**WHAT YOU HAVE TO DO:** Output the data verbatim, minus the images.

**INFORMATION:**
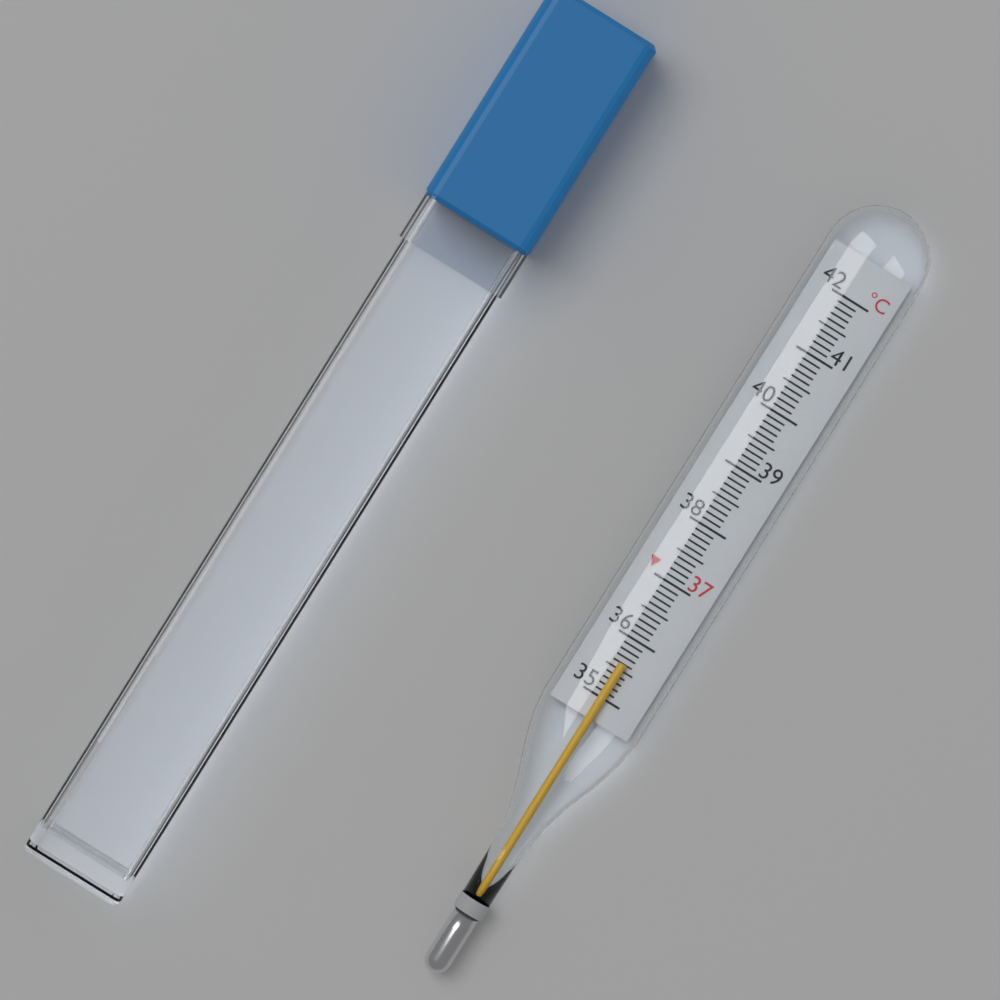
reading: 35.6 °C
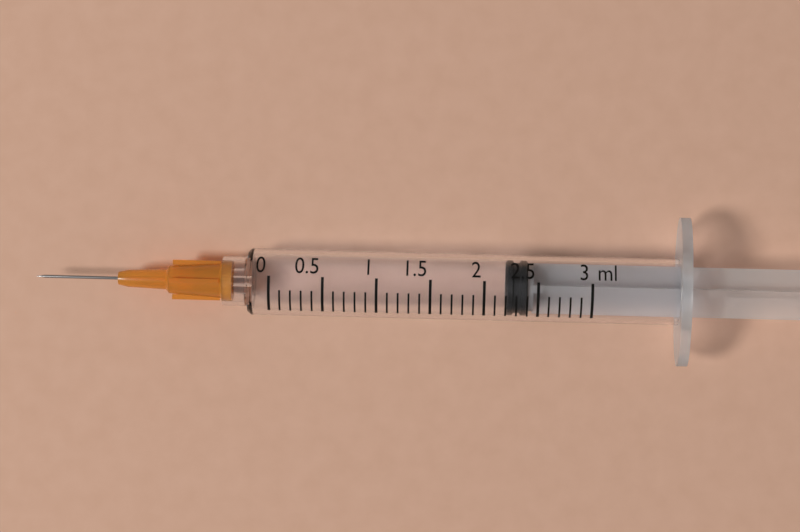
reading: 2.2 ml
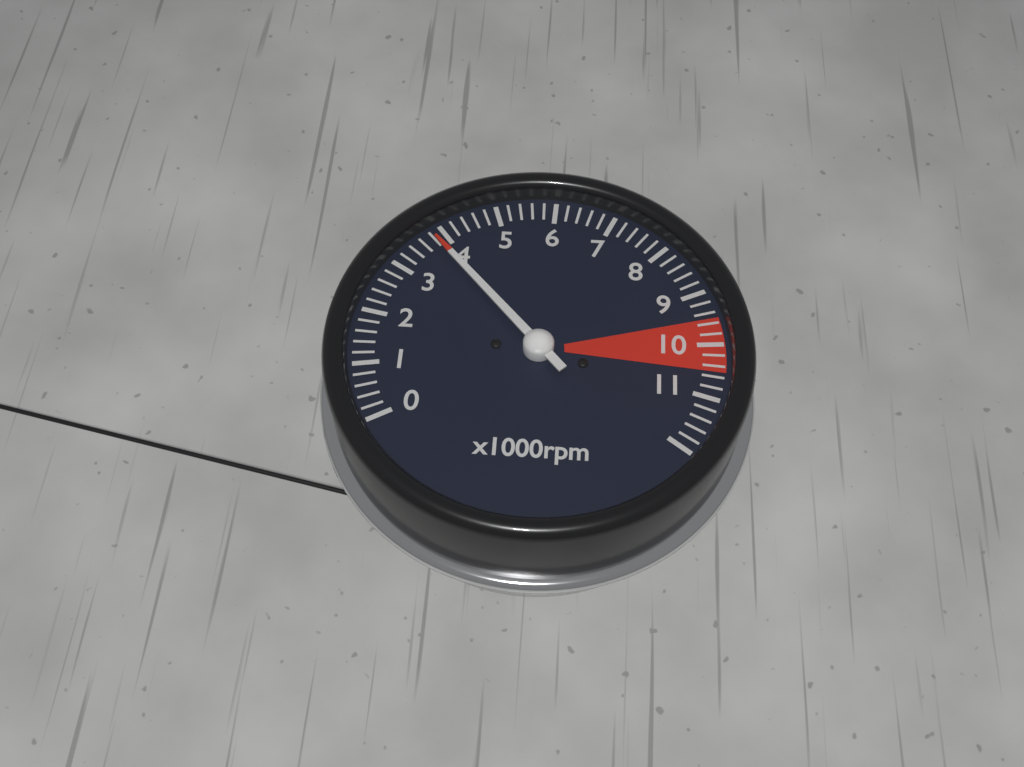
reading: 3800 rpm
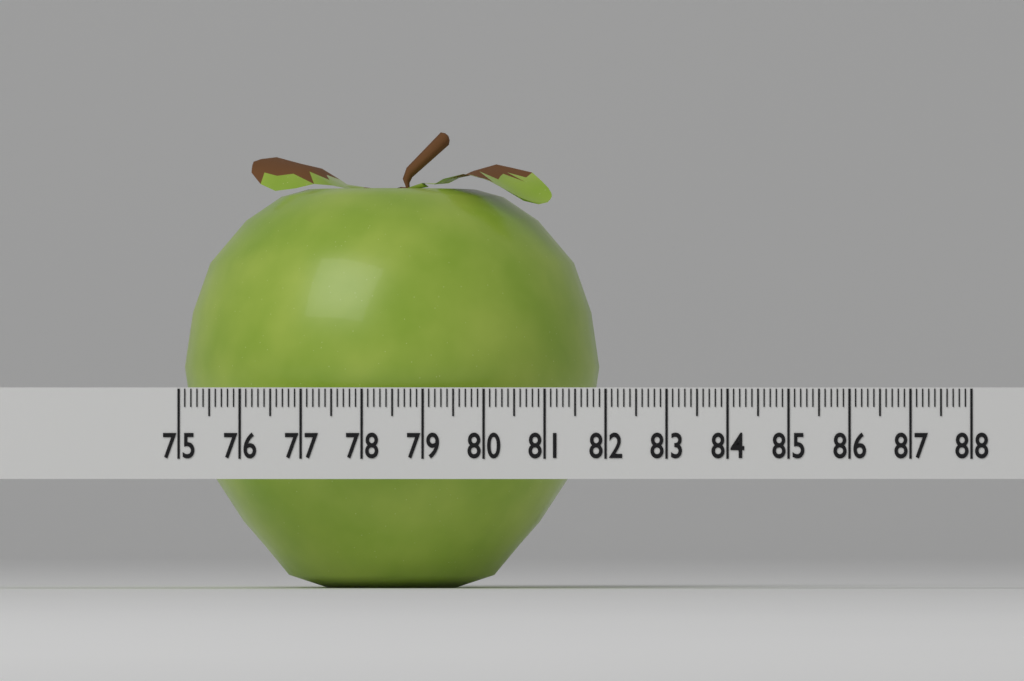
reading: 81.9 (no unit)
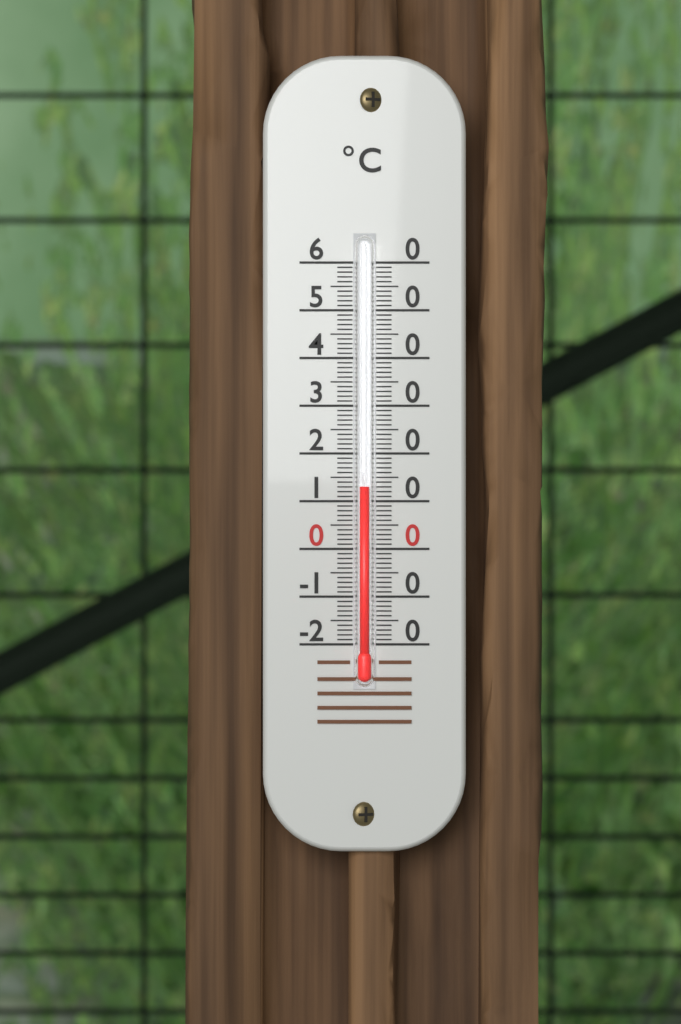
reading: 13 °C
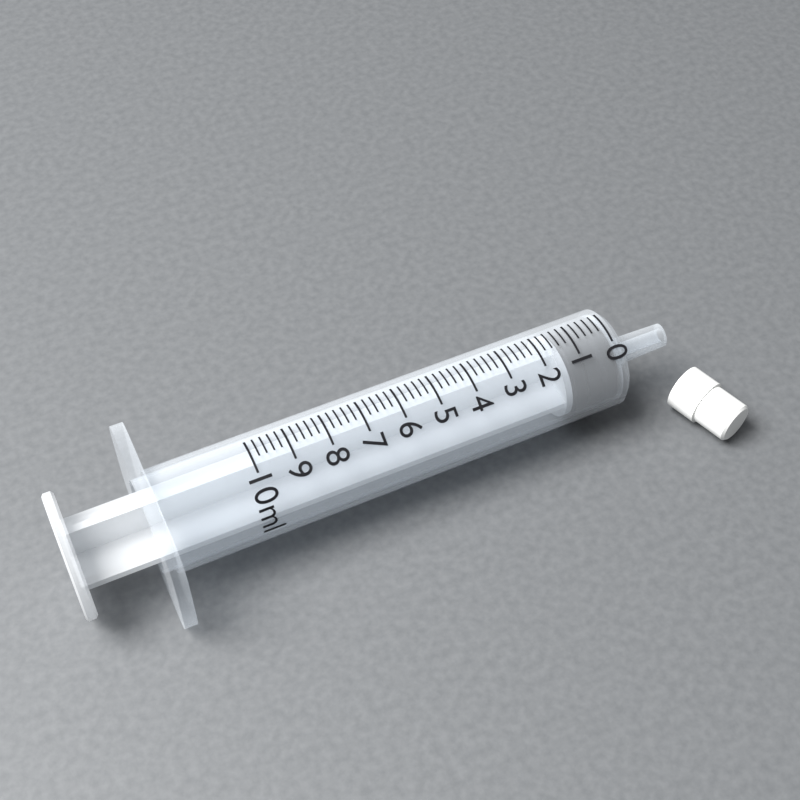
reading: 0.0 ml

**SOLUTION TO THIS PROBLEM:**
reading: 35.6 °C
reading: 2.2 ml
reading: 3800 rpm
reading: 81.9 (no unit)
reading: 13 °C
reading: 0.0 ml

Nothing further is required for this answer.